Julie Morgenstern, Consultant

"The processes Bianca has built… should be industry standard.”

Jono Gasparro, Producer

"Bianca asks strategic questions and gives immediate results."

Brianna Allen, Artist

FAQs

What exactly is a sprint?

A sprint is a short, time-boxed period in which a team focused exclusively on one goal.

Design sprints are used to solve design problems and get feedback on ideas. Agile sprints are used to break large projects into smaller tasks. (The concept originated from the Agile project management philosophy, which—like Lean!—is an innovation with Japanese roots.)

A Solopreneur Sprint is a slightly more organic variation on a 5-day Design Sprint designed for two people. (Me and you.)

How I got into sprints

As a simple creative who acquired my first personal computing device in college, I knew nothing about sprints until five years into my solopreneur journey.

I was designing brand identities and websites for small businesses and was perpetually trying to find ways to be both more generative/creative and more focused/efficient during projects.

In 2018 I casually picked up the book Sprint by Jake Knapp, which describes a 5-day process he uses with companies to pinpoint any problem and prototype a solution. I was fascinated.
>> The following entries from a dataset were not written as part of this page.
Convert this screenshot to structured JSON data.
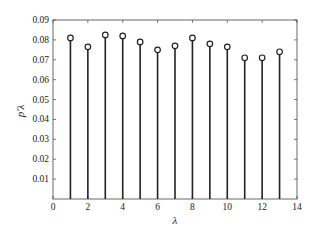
{
  "chart_data": {
    "type": "stem",
    "title": "",
    "xlabel": "λ",
    "ylabel": "p'λ",
    "xlim": [
      0,
      14
    ],
    "ylim": [
      0,
      0.09
    ],
    "x_ticks": [
      "0",
      "2",
      "4",
      "6",
      "8",
      "10",
      "12",
      "14"
    ],
    "y_ticks": [
      "0.01",
      "0.02",
      "0.03",
      "0.04",
      "0.05",
      "0.06",
      "0.07",
      "0.08",
      "0.09"
    ],
    "grid": false,
    "legend": null,
    "x": [
      1,
      2,
      3,
      4,
      5,
      6,
      7,
      8,
      9,
      10,
      11,
      12,
      13
    ],
    "values": [
      0.081,
      0.0765,
      0.0825,
      0.082,
      0.079,
      0.075,
      0.077,
      0.081,
      0.078,
      0.0765,
      0.071,
      0.071,
      0.074
    ]
  },
  "colors": {
    "stem": "#222222",
    "axis": "#444444"
  }
}
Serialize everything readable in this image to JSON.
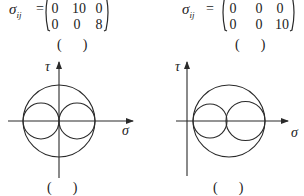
{
  "matrices": [
    {
      "symbol": "σ",
      "subscript": "ij",
      "equals": "=",
      "rows": [
        [
          "0",
          "10",
          "0"
        ],
        [
          "0",
          "0",
          "8"
        ]
      ],
      "caption": "(      )"
    },
    {
      "symbol": "σ",
      "subscript": "ij",
      "equals": "=",
      "rows": [
        [
          "0",
          "0",
          "0"
        ],
        [
          "0",
          "0",
          "10"
        ]
      ],
      "caption": "(      )"
    }
  ],
  "diagrams": [
    {
      "type": "mohr-circle",
      "y_axis_label": "τ",
      "x_axis_label": "σ",
      "big_circle": {
        "cx": 59,
        "cy": 121,
        "r": 36
      },
      "small_circles": [
        {
          "cx": 41,
          "cy": 121,
          "r": 18
        },
        {
          "cx": 77,
          "cy": 121,
          "r": 18
        }
      ],
      "caption": "(      )"
    },
    {
      "type": "mohr-circle",
      "y_axis_label": "τ",
      "x_axis_label": "σ",
      "big_circle": {
        "cx": 229,
        "cy": 121,
        "r": 36
      },
      "small_circles": [
        {
          "cx": 210,
          "cy": 121,
          "r": 17
        },
        {
          "cx": 245.5,
          "cy": 121,
          "r": 19.5
        }
      ],
      "caption": "(      )"
    }
  ],
  "colors": {
    "stroke": "#2a2a2a",
    "background": "#ffffff"
  }
}
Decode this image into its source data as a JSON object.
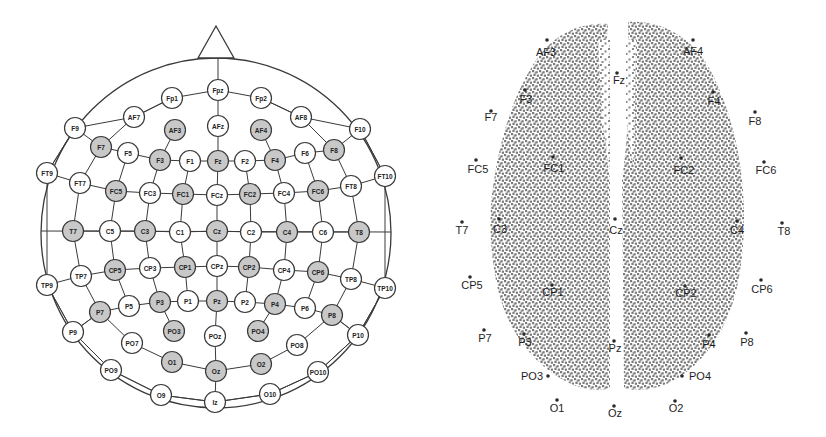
{
  "left_panel": {
    "title": "10-10 electrode montage (head schematic)",
    "colors": {
      "highlight_fill": "#c8c8c8",
      "normal_fill": "#ffffff",
      "stroke": "#3a3a3a"
    },
    "head": {
      "cx": 216,
      "cy": 233,
      "r": 175,
      "nose": [
        [
          198,
          58
        ],
        [
          216,
          26
        ],
        [
          234,
          58
        ]
      ]
    },
    "electrodes": [
      {
        "label": "Fpz",
        "x": 218,
        "y": 90,
        "hl": false
      },
      {
        "label": "Fp1",
        "x": 172,
        "y": 98,
        "hl": false
      },
      {
        "label": "Fp2",
        "x": 261,
        "y": 98,
        "hl": false
      },
      {
        "label": "AF7",
        "x": 134,
        "y": 117,
        "hl": false
      },
      {
        "label": "AF8",
        "x": 301,
        "y": 117,
        "hl": false
      },
      {
        "label": "F9",
        "x": 75,
        "y": 128,
        "hl": false
      },
      {
        "label": "F10",
        "x": 360,
        "y": 129,
        "hl": false
      },
      {
        "label": "AF3",
        "x": 175,
        "y": 130,
        "hl": true
      },
      {
        "label": "AFz",
        "x": 218,
        "y": 126,
        "hl": false
      },
      {
        "label": "AF4",
        "x": 261,
        "y": 130,
        "hl": true
      },
      {
        "label": "F7",
        "x": 101,
        "y": 147,
        "hl": true
      },
      {
        "label": "F5",
        "x": 128,
        "y": 153,
        "hl": false
      },
      {
        "label": "F3",
        "x": 160,
        "y": 160,
        "hl": true
      },
      {
        "label": "F1",
        "x": 190,
        "y": 161,
        "hl": false
      },
      {
        "label": "Fz",
        "x": 218,
        "y": 161,
        "hl": true
      },
      {
        "label": "F2",
        "x": 245,
        "y": 161,
        "hl": false
      },
      {
        "label": "F4",
        "x": 275,
        "y": 160,
        "hl": true
      },
      {
        "label": "F6",
        "x": 305,
        "y": 153,
        "hl": false
      },
      {
        "label": "F8",
        "x": 334,
        "y": 150,
        "hl": true
      },
      {
        "label": "FT9",
        "x": 47,
        "y": 173,
        "hl": false
      },
      {
        "label": "FT10",
        "x": 385,
        "y": 176,
        "hl": false
      },
      {
        "label": "FT7",
        "x": 80,
        "y": 183,
        "hl": false
      },
      {
        "label": "FC5",
        "x": 116,
        "y": 191,
        "hl": true
      },
      {
        "label": "FC3",
        "x": 150,
        "y": 193,
        "hl": false
      },
      {
        "label": "FC1",
        "x": 183,
        "y": 194,
        "hl": true
      },
      {
        "label": "FCz",
        "x": 217,
        "y": 195,
        "hl": false
      },
      {
        "label": "FC2",
        "x": 250,
        "y": 194,
        "hl": true
      },
      {
        "label": "FC4",
        "x": 284,
        "y": 193,
        "hl": false
      },
      {
        "label": "FC6",
        "x": 318,
        "y": 191,
        "hl": true
      },
      {
        "label": "FT8",
        "x": 351,
        "y": 186,
        "hl": false
      },
      {
        "label": "T7",
        "x": 73,
        "y": 231,
        "hl": true
      },
      {
        "label": "C5",
        "x": 110,
        "y": 231,
        "hl": false
      },
      {
        "label": "C3",
        "x": 145,
        "y": 231,
        "hl": true
      },
      {
        "label": "C1",
        "x": 180,
        "y": 232,
        "hl": false
      },
      {
        "label": "Cz",
        "x": 217,
        "y": 231,
        "hl": true
      },
      {
        "label": "C2",
        "x": 251,
        "y": 232,
        "hl": false
      },
      {
        "label": "C4",
        "x": 287,
        "y": 232,
        "hl": true
      },
      {
        "label": "C6",
        "x": 323,
        "y": 232,
        "hl": false
      },
      {
        "label": "T8",
        "x": 359,
        "y": 232,
        "hl": true
      },
      {
        "label": "TP9",
        "x": 47,
        "y": 285,
        "hl": false
      },
      {
        "label": "TP7",
        "x": 81,
        "y": 276,
        "hl": false
      },
      {
        "label": "CP5",
        "x": 115,
        "y": 270,
        "hl": true
      },
      {
        "label": "CP3",
        "x": 150,
        "y": 268,
        "hl": false
      },
      {
        "label": "CP1",
        "x": 185,
        "y": 267,
        "hl": true
      },
      {
        "label": "CPz",
        "x": 217,
        "y": 266,
        "hl": false
      },
      {
        "label": "CP2",
        "x": 249,
        "y": 267,
        "hl": true
      },
      {
        "label": "CP4",
        "x": 284,
        "y": 270,
        "hl": false
      },
      {
        "label": "CP6",
        "x": 318,
        "y": 272,
        "hl": true
      },
      {
        "label": "TP8",
        "x": 351,
        "y": 279,
        "hl": false
      },
      {
        "label": "TP10",
        "x": 385,
        "y": 288,
        "hl": false
      },
      {
        "label": "P7",
        "x": 100,
        "y": 312,
        "hl": true
      },
      {
        "label": "P5",
        "x": 129,
        "y": 306,
        "hl": false
      },
      {
        "label": "P3",
        "x": 160,
        "y": 302,
        "hl": true
      },
      {
        "label": "P1",
        "x": 188,
        "y": 301,
        "hl": false
      },
      {
        "label": "Pz",
        "x": 217,
        "y": 301,
        "hl": true
      },
      {
        "label": "P2",
        "x": 245,
        "y": 302,
        "hl": false
      },
      {
        "label": "P4",
        "x": 275,
        "y": 304,
        "hl": true
      },
      {
        "label": "P6",
        "x": 305,
        "y": 308,
        "hl": false
      },
      {
        "label": "P8",
        "x": 332,
        "y": 315,
        "hl": true
      },
      {
        "label": "P9",
        "x": 73,
        "y": 332,
        "hl": false
      },
      {
        "label": "PO7",
        "x": 132,
        "y": 343,
        "hl": false
      },
      {
        "label": "PO3",
        "x": 174,
        "y": 331,
        "hl": true
      },
      {
        "label": "POz",
        "x": 215,
        "y": 336,
        "hl": false
      },
      {
        "label": "PO4",
        "x": 258,
        "y": 331,
        "hl": true
      },
      {
        "label": "PO8",
        "x": 297,
        "y": 345,
        "hl": false
      },
      {
        "label": "P10",
        "x": 358,
        "y": 335,
        "hl": false
      },
      {
        "label": "PO9",
        "x": 111,
        "y": 370,
        "hl": false
      },
      {
        "label": "O1",
        "x": 172,
        "y": 362,
        "hl": true
      },
      {
        "label": "Oz",
        "x": 216,
        "y": 371,
        "hl": true
      },
      {
        "label": "O2",
        "x": 261,
        "y": 364,
        "hl": true
      },
      {
        "label": "PO10",
        "x": 318,
        "y": 372,
        "hl": false
      },
      {
        "label": "O9",
        "x": 161,
        "y": 395,
        "hl": false
      },
      {
        "label": "Iz",
        "x": 215,
        "y": 402,
        "hl": false
      },
      {
        "label": "O10",
        "x": 270,
        "y": 394,
        "hl": false
      }
    ],
    "rows": [
      [
        "Fp1",
        "Fpz",
        "Fp2"
      ],
      [
        "AF7",
        "Fp1"
      ],
      [
        "Fp2",
        "AF8"
      ],
      [
        "F9",
        "F7",
        "F5",
        "F3",
        "F1",
        "Fz",
        "F2",
        "F4",
        "F6",
        "F8",
        "F10"
      ],
      [
        "FT9",
        "FT7",
        "FC5",
        "FC3",
        "FC1",
        "FCz",
        "FC2",
        "FC4",
        "FC6",
        "FT8",
        "FT10"
      ],
      [
        "C5",
        "C3",
        "C1",
        "Cz",
        "C2",
        "C4",
        "C6"
      ],
      [
        "T7",
        "C5"
      ],
      [
        "C6",
        "T8"
      ],
      [
        "TP9",
        "TP7",
        "CP5",
        "CP3",
        "CP1",
        "CPz",
        "CP2",
        "CP4",
        "CP6",
        "TP8",
        "TP10"
      ],
      [
        "P7",
        "P5",
        "P3",
        "P1",
        "Pz",
        "P2",
        "P4",
        "P6",
        "P8"
      ],
      [
        "P9",
        "P7"
      ],
      [
        "P8",
        "P10"
      ],
      [
        "PO7",
        "O1",
        "Oz",
        "O2",
        "PO8"
      ],
      [
        "PO9",
        "O9",
        "Iz",
        "O10",
        "PO10"
      ]
    ],
    "columns": [
      [
        "Fpz",
        "AFz",
        "Fz",
        "FCz",
        "Cz",
        "CPz",
        "Pz",
        "POz",
        "Oz",
        "Iz"
      ],
      [
        "AF7",
        "F7"
      ],
      [
        "AF8",
        "F8"
      ],
      [
        "AF3",
        "F3"
      ],
      [
        "AF4",
        "F4"
      ],
      [
        "F9",
        "FT9"
      ],
      [
        "F10",
        "FT10"
      ],
      [
        "F7",
        "FT7",
        "T7",
        "TP7",
        "P7",
        "PO7"
      ],
      [
        "F8",
        "FT8",
        "T8",
        "TP8",
        "P8",
        "PO8"
      ],
      [
        "F5",
        "FC5",
        "C5",
        "CP5",
        "P5"
      ],
      [
        "F6",
        "FC6",
        "C6",
        "CP6",
        "P6"
      ],
      [
        "F3",
        "FC3",
        "C3",
        "CP3",
        "P3",
        "PO3"
      ],
      [
        "F4",
        "FC4",
        "C4",
        "CP4",
        "P4",
        "PO4"
      ],
      [
        "F1",
        "FC1",
        "C1",
        "CP1",
        "P1"
      ],
      [
        "F2",
        "FC2",
        "C2",
        "CP2",
        "P2"
      ],
      [
        "TP9",
        "P9",
        "PO9"
      ],
      [
        "TP10",
        "P10",
        "PO10"
      ],
      [
        "P7",
        "P9"
      ],
      [
        "P8",
        "P10"
      ]
    ]
  },
  "right_panel": {
    "title": "Source point cloud on brain (top view)",
    "colors": {
      "cloud": "#7a7a7a",
      "label": "#1e1e1e",
      "dot": "#2a2a2a"
    },
    "electrodes": [
      {
        "label": "AF3",
        "dx": 547,
        "dy": 40,
        "lx": 546,
        "ly": 52
      },
      {
        "label": "AF4",
        "dx": 693,
        "dy": 40,
        "lx": 693,
        "ly": 51
      },
      {
        "label": "Fz",
        "dx": 617,
        "dy": 73,
        "lx": 619,
        "ly": 80
      },
      {
        "label": "F3",
        "dx": 525,
        "dy": 90,
        "lx": 526,
        "ly": 99
      },
      {
        "label": "F4",
        "dx": 713,
        "dy": 92,
        "lx": 714,
        "ly": 101
      },
      {
        "label": "F7",
        "dx": 491,
        "dy": 111,
        "lx": 491,
        "ly": 117
      },
      {
        "label": "F8",
        "dx": 755,
        "dy": 112,
        "lx": 755,
        "ly": 121
      },
      {
        "label": "FC5",
        "dx": 476,
        "dy": 160,
        "lx": 478,
        "ly": 169
      },
      {
        "label": "FC1",
        "dx": 553,
        "dy": 157,
        "lx": 554,
        "ly": 168
      },
      {
        "label": "FC2",
        "dx": 681,
        "dy": 158,
        "lx": 684,
        "ly": 170
      },
      {
        "label": "FC6",
        "dx": 764,
        "dy": 162,
        "lx": 766,
        "ly": 170
      },
      {
        "label": "T7",
        "dx": 462,
        "dy": 222,
        "lx": 462,
        "ly": 230
      },
      {
        "label": "C3",
        "dx": 499,
        "dy": 219,
        "lx": 500,
        "ly": 229
      },
      {
        "label": "Cz",
        "dx": 615,
        "dy": 219,
        "lx": 616,
        "ly": 230
      },
      {
        "label": "C4",
        "dx": 737,
        "dy": 221,
        "lx": 737,
        "ly": 230
      },
      {
        "label": "T8",
        "dx": 782,
        "dy": 223,
        "lx": 784,
        "ly": 231
      },
      {
        "label": "CP5",
        "dx": 470,
        "dy": 277,
        "lx": 472,
        "ly": 285
      },
      {
        "label": "CP1",
        "dx": 552,
        "dy": 285,
        "lx": 553,
        "ly": 292
      },
      {
        "label": "CP2",
        "dx": 685,
        "dy": 286,
        "lx": 686,
        "ly": 293
      },
      {
        "label": "CP6",
        "dx": 761,
        "dy": 280,
        "lx": 762,
        "ly": 289
      },
      {
        "label": "P7",
        "dx": 484,
        "dy": 330,
        "lx": 485,
        "ly": 338
      },
      {
        "label": "P3",
        "dx": 524,
        "dy": 334,
        "lx": 525,
        "ly": 342
      },
      {
        "label": "Pz",
        "dx": 614,
        "dy": 341,
        "lx": 615,
        "ly": 348
      },
      {
        "label": "P4",
        "dx": 709,
        "dy": 335,
        "lx": 709,
        "ly": 344
      },
      {
        "label": "P8",
        "dx": 746,
        "dy": 333,
        "lx": 747,
        "ly": 342
      },
      {
        "label": "PO3",
        "dx": 548,
        "dy": 376,
        "lx": 532,
        "ly": 376
      },
      {
        "label": "PO4",
        "dx": 682,
        "dy": 376,
        "lx": 700,
        "ly": 376
      },
      {
        "label": "O1",
        "dx": 557,
        "dy": 400,
        "lx": 557,
        "ly": 408
      },
      {
        "label": "Oz",
        "dx": 614,
        "dy": 406,
        "lx": 615,
        "ly": 413
      },
      {
        "label": "O2",
        "dx": 675,
        "dy": 401,
        "lx": 676,
        "ly": 408
      }
    ]
  }
}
I immediately started testing and adapting Knapp’s method to client projects. My sprint projects were consistently both more fun and effective than other engagements.
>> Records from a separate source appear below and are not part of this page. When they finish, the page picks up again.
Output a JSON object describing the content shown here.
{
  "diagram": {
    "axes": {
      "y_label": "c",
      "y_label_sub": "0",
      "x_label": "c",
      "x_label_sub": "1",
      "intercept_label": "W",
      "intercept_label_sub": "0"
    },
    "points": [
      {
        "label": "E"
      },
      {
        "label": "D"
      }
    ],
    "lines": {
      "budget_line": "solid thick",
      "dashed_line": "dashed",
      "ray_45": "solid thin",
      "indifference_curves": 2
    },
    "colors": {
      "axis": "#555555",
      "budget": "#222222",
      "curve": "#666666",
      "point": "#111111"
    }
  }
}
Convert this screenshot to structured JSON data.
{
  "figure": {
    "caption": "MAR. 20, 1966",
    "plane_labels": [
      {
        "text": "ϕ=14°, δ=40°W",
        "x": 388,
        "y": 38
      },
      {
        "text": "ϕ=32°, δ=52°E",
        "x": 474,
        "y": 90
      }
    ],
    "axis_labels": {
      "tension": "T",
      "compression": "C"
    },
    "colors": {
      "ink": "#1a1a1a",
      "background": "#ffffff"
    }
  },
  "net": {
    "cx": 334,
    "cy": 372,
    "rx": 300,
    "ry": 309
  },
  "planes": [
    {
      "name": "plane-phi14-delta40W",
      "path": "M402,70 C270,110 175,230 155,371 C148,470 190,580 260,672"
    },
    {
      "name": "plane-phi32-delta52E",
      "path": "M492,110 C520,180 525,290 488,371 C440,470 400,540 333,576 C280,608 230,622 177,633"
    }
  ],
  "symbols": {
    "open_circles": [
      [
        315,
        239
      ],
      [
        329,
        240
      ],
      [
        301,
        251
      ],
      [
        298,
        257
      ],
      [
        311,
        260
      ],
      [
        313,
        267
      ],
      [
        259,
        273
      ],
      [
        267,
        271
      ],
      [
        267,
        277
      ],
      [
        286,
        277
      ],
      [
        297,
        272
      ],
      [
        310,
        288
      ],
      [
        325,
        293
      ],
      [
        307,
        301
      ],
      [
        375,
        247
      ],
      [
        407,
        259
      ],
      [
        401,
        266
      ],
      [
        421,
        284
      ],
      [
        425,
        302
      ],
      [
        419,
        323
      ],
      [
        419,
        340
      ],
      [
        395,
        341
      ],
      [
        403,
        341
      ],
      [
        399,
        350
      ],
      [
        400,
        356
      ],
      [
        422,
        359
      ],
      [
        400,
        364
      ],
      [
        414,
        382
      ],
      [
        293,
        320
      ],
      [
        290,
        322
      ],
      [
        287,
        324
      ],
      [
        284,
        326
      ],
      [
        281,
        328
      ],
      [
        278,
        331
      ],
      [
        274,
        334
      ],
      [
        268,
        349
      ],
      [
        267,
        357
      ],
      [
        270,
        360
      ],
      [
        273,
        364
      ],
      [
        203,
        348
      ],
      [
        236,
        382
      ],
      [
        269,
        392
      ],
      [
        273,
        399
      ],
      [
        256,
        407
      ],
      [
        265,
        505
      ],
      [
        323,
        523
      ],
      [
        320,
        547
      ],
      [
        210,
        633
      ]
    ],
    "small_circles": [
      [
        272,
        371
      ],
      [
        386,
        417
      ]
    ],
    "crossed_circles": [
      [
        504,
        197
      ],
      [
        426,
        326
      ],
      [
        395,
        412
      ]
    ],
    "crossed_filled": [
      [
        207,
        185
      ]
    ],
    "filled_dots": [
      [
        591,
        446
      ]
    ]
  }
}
Over time, I phased out all other project types (and have developed an allergy to hourly work—a story for another time). I now split my “work” time between playfully open-ended conversations and joyfully focused sprints.

Why do a sprint?

Launching any project solo comes with common challenges, including uncertainty, skill gaps and limited brainpower.
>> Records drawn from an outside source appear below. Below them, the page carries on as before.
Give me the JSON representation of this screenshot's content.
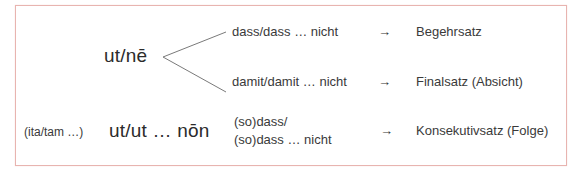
{
  "diagram": {
    "frame_color": "#e8b4b0",
    "rows": [
      {
        "latin": "ut/nē",
        "branches": [
          {
            "german": "dass/dass … nicht",
            "arrow": "→",
            "result": "Begehrsatz"
          },
          {
            "german": "damit/damit … nicht",
            "arrow": "→",
            "result": "Finalsatz (Absicht)"
          }
        ]
      },
      {
        "prefix": "(ita/tam …)",
        "latin": "ut/ut … nōn",
        "german_line1": "(so)dass/",
        "german_line2": "(so)dass … nicht",
        "arrow": "→",
        "result": "Konsekutivsatz (Folge)"
      }
    ]
  }
}
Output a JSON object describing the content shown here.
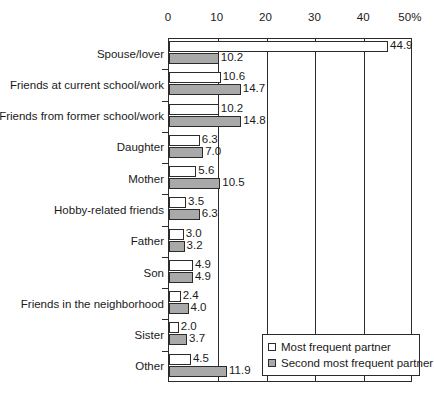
{
  "chart_data": {
    "type": "bar",
    "orientation": "horizontal",
    "title": "",
    "xlabel": "",
    "ylabel": "",
    "xlim": [
      0,
      50
    ],
    "xticks": [
      "0",
      "10",
      "20",
      "30",
      "40",
      "50%"
    ],
    "xtick_values": [
      0,
      10,
      20,
      30,
      40,
      50
    ],
    "grid": true,
    "legend_position": "bottom-right",
    "categories": [
      "Spouse/lover",
      "Friends at current school/work",
      "Friends from former school/work",
      "Daughter",
      "Mother",
      "Hobby-related friends",
      "Father",
      "Son",
      "Friends in the neighborhood",
      "Sister",
      "Other"
    ],
    "series": [
      {
        "name": "Most frequent partner",
        "color": "#ffffff",
        "values": [
          44.9,
          10.6,
          10.2,
          6.3,
          5.6,
          3.5,
          3.0,
          4.9,
          2.4,
          2.0,
          4.5
        ],
        "labels": [
          "44.9",
          "10.6",
          "10.2",
          "6.3",
          "5.6",
          "3.5",
          "3.0",
          "4.9",
          "2.4",
          "2.0",
          "4.5"
        ]
      },
      {
        "name": "Second most frequent partner",
        "color": "#a9a9a9",
        "values": [
          10.2,
          14.7,
          14.8,
          7.0,
          10.5,
          6.3,
          3.2,
          4.9,
          4.0,
          3.7,
          11.9
        ],
        "labels": [
          "10.2",
          "14.7",
          "14.8",
          "7.0",
          "10.5",
          "6.3",
          "3.2",
          "4.9",
          "4.0",
          "3.7",
          "11.9"
        ]
      }
    ]
  },
  "legend": {
    "items": [
      {
        "label": "Most frequent partner",
        "swatch": "white"
      },
      {
        "label": "Second most frequent partner",
        "swatch": "gray"
      }
    ]
  }
}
Sprints provide just enough structure at just the right time to create momentum, foster creativity, and make meaningful progress.

Long answer…

What makes solo entrepreneurship really hard:

  • Uncertainty: Doing something new is by nature ambiguous and open-ended, but our brains learn and operate best with a 85% certainty of success. Facing huge amounts of uncertainty can create internal friction that hinders the kind of risk-taking and problem-solving we need to move forward with limited data.
  • Skill gaps: There simply isn’t enough time in one lifetime to learn everything you need to know to make a whole business work. How you budget your attention is among the most important decisions you can make.
  • Limited brainpower: Executing tasks and switching contexts take up energy, and a solopreneur must take on dozens of challenges across domains at any given time. The freedom to follow your vision comes with the burden of responsibility to carry every aspect of it out, which taxes our creativity and energy.

Why sprints help:

  • Sprints foster creativity. While some constraints kill creativity, multiple studies suggest that we are significantly more innovative with the right constraints. By focusing on one problem and setting time limits on solutions, sprints enable you to have more ideas, choose the best idea, and test it faster—while learning more in the process.
  • Sprints double brainpower and halve friction. Our brains need a variety of inputs, social supports, and feedback loops to work well. By approaching your problem as a structured process with a collaborator, you spend less time wondering what to do next and more time getting inspired, challenged and focused.
  • Sprints focus your energy on the right thing at the right time. By honing in on one key problem and being fully present at each step of solving it, you can gain the clarity and momentum to move forward fast.
Can I do a sprint on my own?

Of course! But it’s better with a collaborator ;)

Long answer…

While I believe part of the magic of sprints lies in its collaborative nature, I’m interested in adapting them for different needs. To that end, I’ve created a course that guides you through a DIY brand & website sprint. I’m also working guides you can use with another collaborator (or even an AI assistant).